Like many parents, I’ve been around youth sports for years and I loved watching my children play. It was great when we came home with a win and disappointing when we didn’t. But the point of the game was to learn sportsmanship, learn the game, to exercise, and to have fun. In all of those years of youth athletics, very few of the children who played on teams with my kids went on to receive scholarships in college for their sports and none of them, as far as I know, became professional athletes.
Yet the behavior of many parents on the athletic field would seem to tell us otherwise. I’ve seen parents cuss out officials, scream profanities at young players from the opposing teams, and even engage in fist fights with other parents. Just this week I saw a parent get dismissed from a field for cursing at an official (a twelve-year-old boy just learning to referee) at a nine-year-old girl’s recreation soccer match.
The number one reason that young people give for leaving the sport of their childhood is parental behavior. This includes embarrassing behavior of the parent toward the other team, coaches, players, officials, or the parent’s own children.
Many of the coaches in youth sports are volunteers. They lead their teams because they want to help and because they have a love of the game. Nearly all coaches that I’ve ever talked to, regardless of the sport, tell me that the parents are the worst part of the game and I get the same story from officials. It doesn’t matter if it is baseball, basketball, volleyball, soccer, girl’s sports, or boy’s – the consensus is that parents don’t behave themselves from the bleachers. That is a sad commentary.
I understand the typical complaints. Coaches don’t play our babies enough. We paid our money so our kids should get equal play time.The officials are terrible. They don’t know what they are doing. The other team is playing dirty.
But none of this matters. Arguments like these remind me of the defense children make when they have been caught hitting a playmate – “But he made me mad…”What a ridiculous defense.
In real life, your children won’t get equal treatment in the workplace.Thestronger, more talented, smarter, harder-working person gets rewarded. Bosses aren’t always fair. People in position of authority don’t always know what they are doing. That is life and we need to teach our children to deal with it.
As an official myself, I am sometimes amused as well as saddened by the things I hear from parents. “If he won’t call the foul, knock the other kid down!” Good plan. Such comments teach children that they can make up their own rules if they don’t like the way things are going. Suppose they try that at school. If they don’t like something a teacher does, maybe they should give her a good slap. How absurd.
A responsible parent should follow these rules from the sideline:
1.If it isn’t positive, it shouldn’t come out of your mouth.
2. You aren’t the coach. Sit quietly and let the coach do her or his job.
3. Leave the officials alone. What makes you think that you, with little or no training in the rules of the game, can call the game better from 50 yards away than the trained person standing ten feet away?
4.Be kind. Coaches and officials who are either volunteers or paid very little don’t need headaches from you. Consider the thing you are about to say. Would you want an adult saying that to your child if he/she were the coach/official/player?
5. Support your child by being there. That is all they want from you.
6. If you can’t follow these rules, stay home. Your kid will be happier and so will everyone else.
Most children will remember very few specific games from their youth athletic careers, but their most enduring memories will include, “the day dad got kicked out by the umpire for cursing at him.” It is sad to me when parents approach me after a soccer game to apologize for the behavior of another parent from their bench. Don’t be the parent that is an embarrassment to the team, the sport, and most importantly, your own child. It is a game — and it isn’t about you.
[Gregory K. Moffatt, Ph.D., is a college professor, published author, licensed counselor, newspaper columnist and public speaker. Dr. Moffatt has served as a regular lecturer at the FBI Academy, a profiler with the Atlanta Cold Case Squad, and consultant to numerous airlines, businesses, and schools. He has appeared on ABC, NBC, CBS, and FOX news, as well as America’s Most Wanted. He holds an M.A. in Counseling and a Ph.D. in Psychology from Georgia State University and has taught at the college level for over 20 years.]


▶ _What you have to do_
Output exactly, and only, the lines below from the one with "Screen resolution is" down to the one with "Uncover man region.". Include both end lines and no pictures.

▶ _Information supplied_
+===+

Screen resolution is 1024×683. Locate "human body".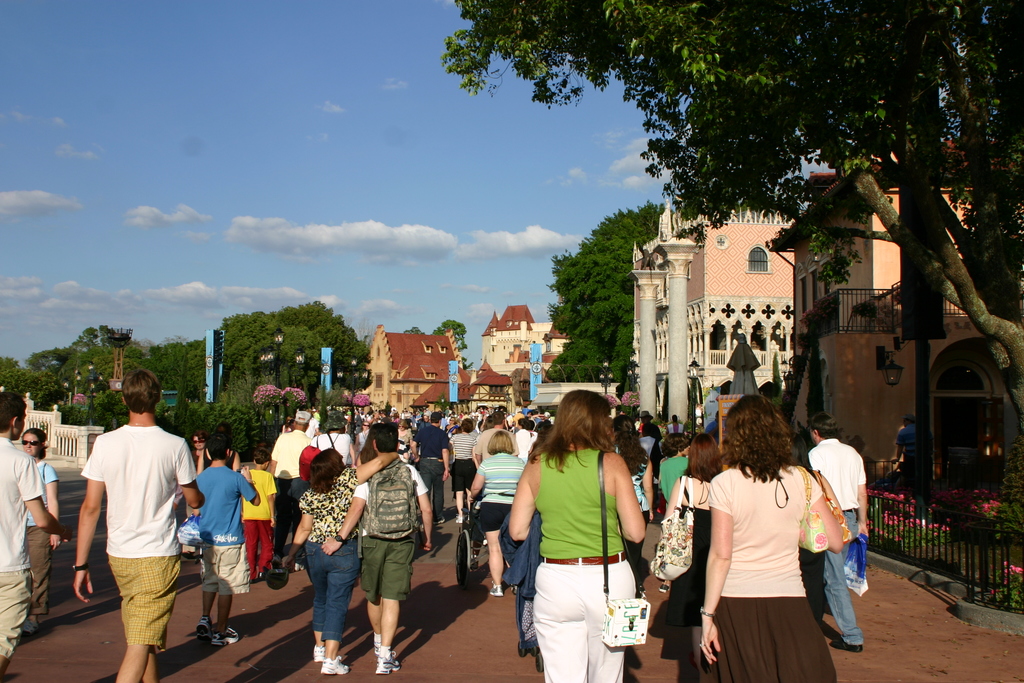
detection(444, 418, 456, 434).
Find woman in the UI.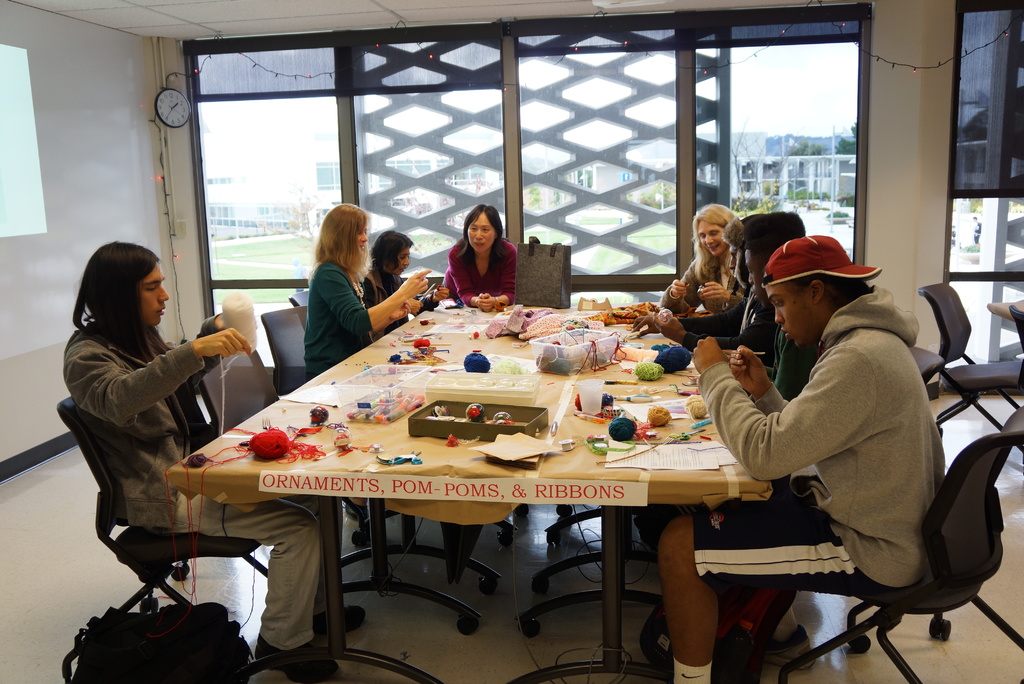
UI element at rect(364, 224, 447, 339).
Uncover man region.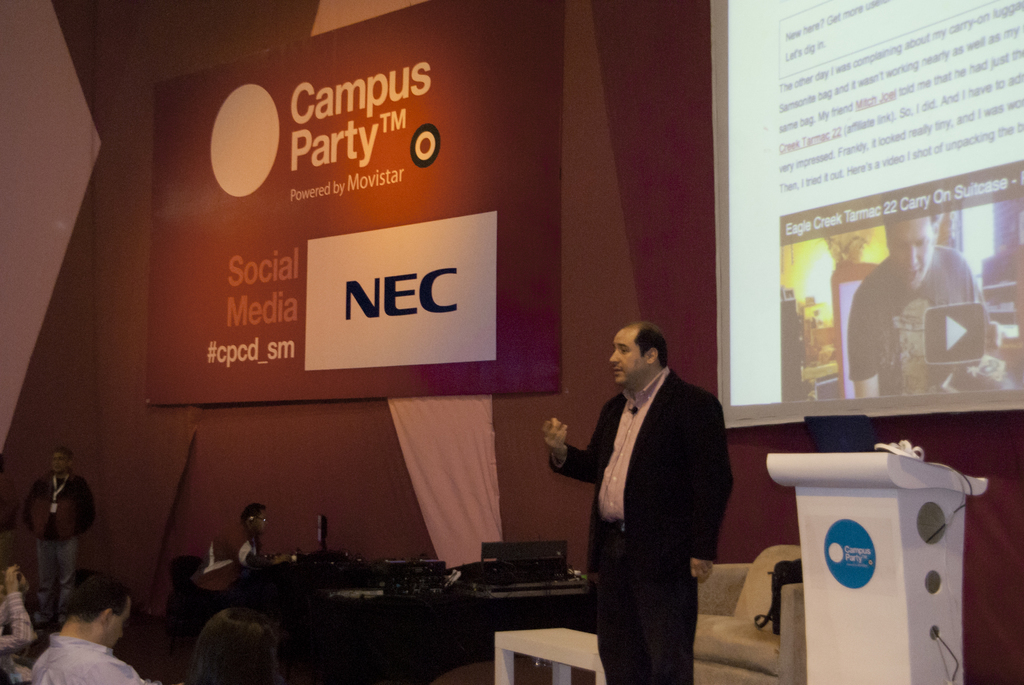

+===+

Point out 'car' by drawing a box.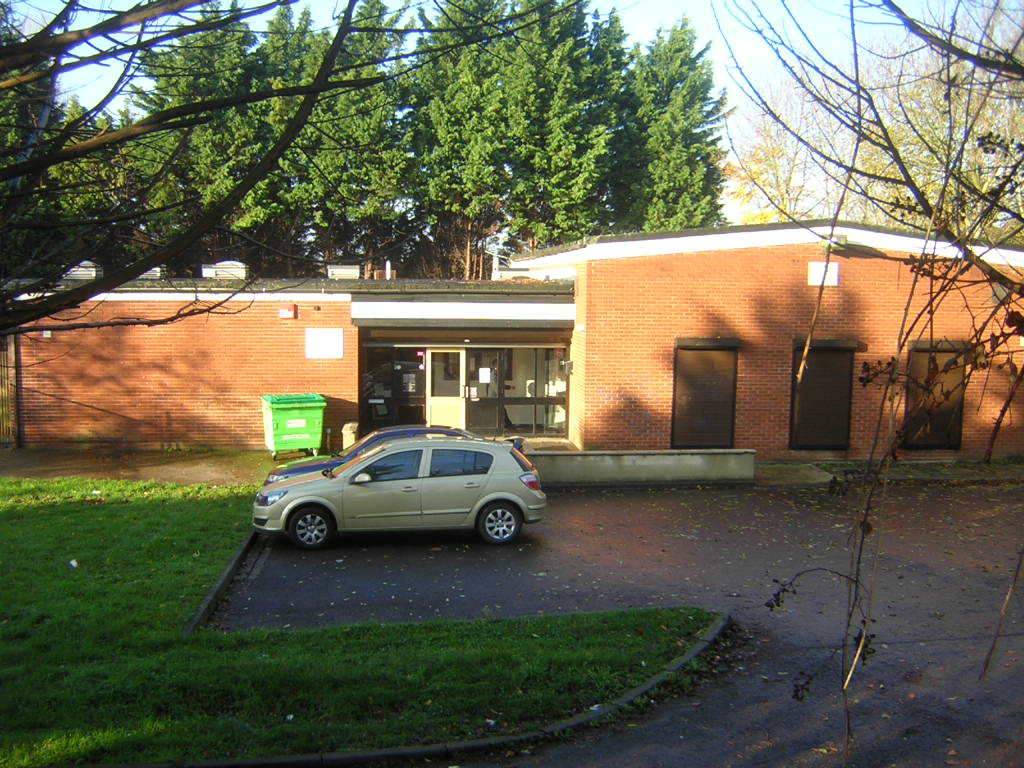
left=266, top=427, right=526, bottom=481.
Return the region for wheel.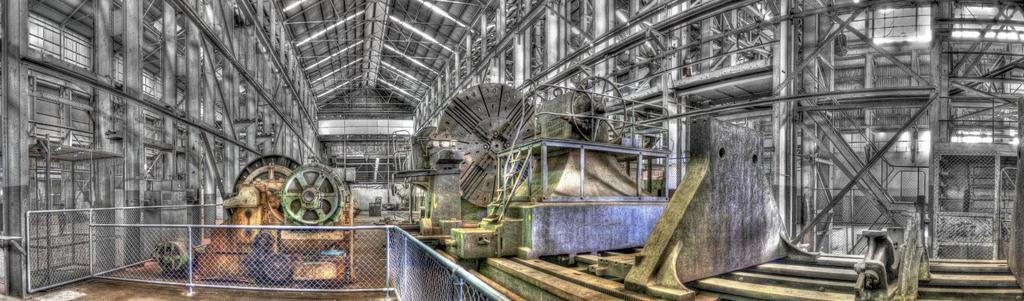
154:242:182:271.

+===+

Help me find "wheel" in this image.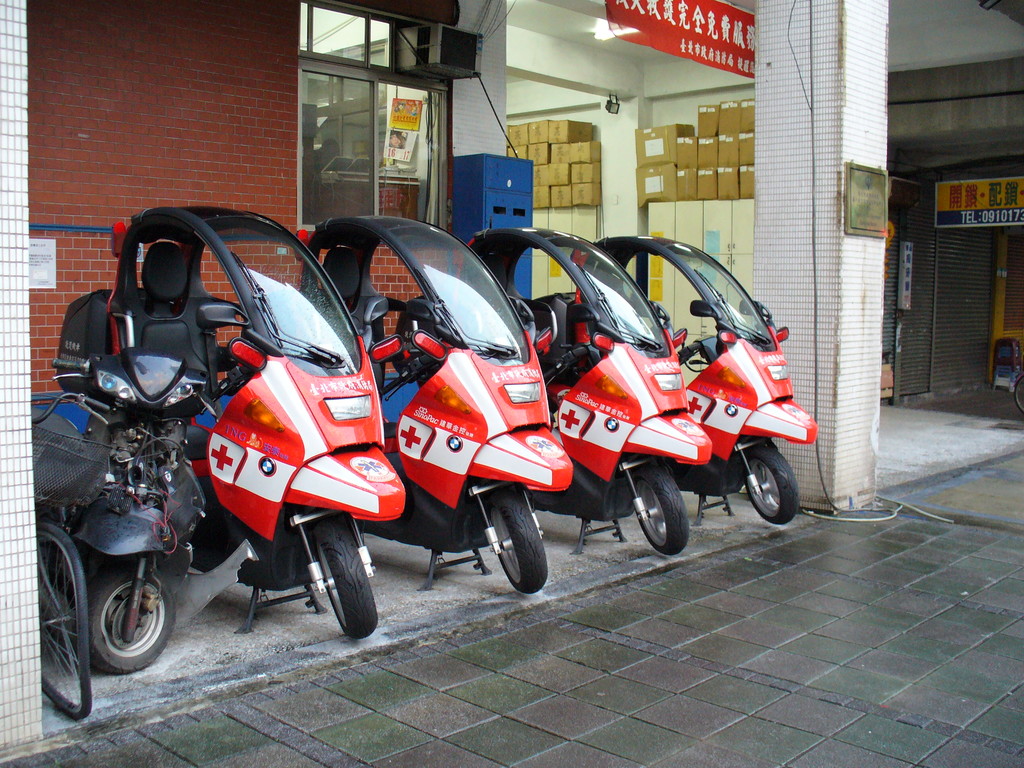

+===+

▶ _Solution below_
Screen resolution is 1024×683. Locate "human body".
detection(444, 418, 456, 434).
Find woman in the UI.
UI element at rect(364, 224, 447, 339).
Uncover man region.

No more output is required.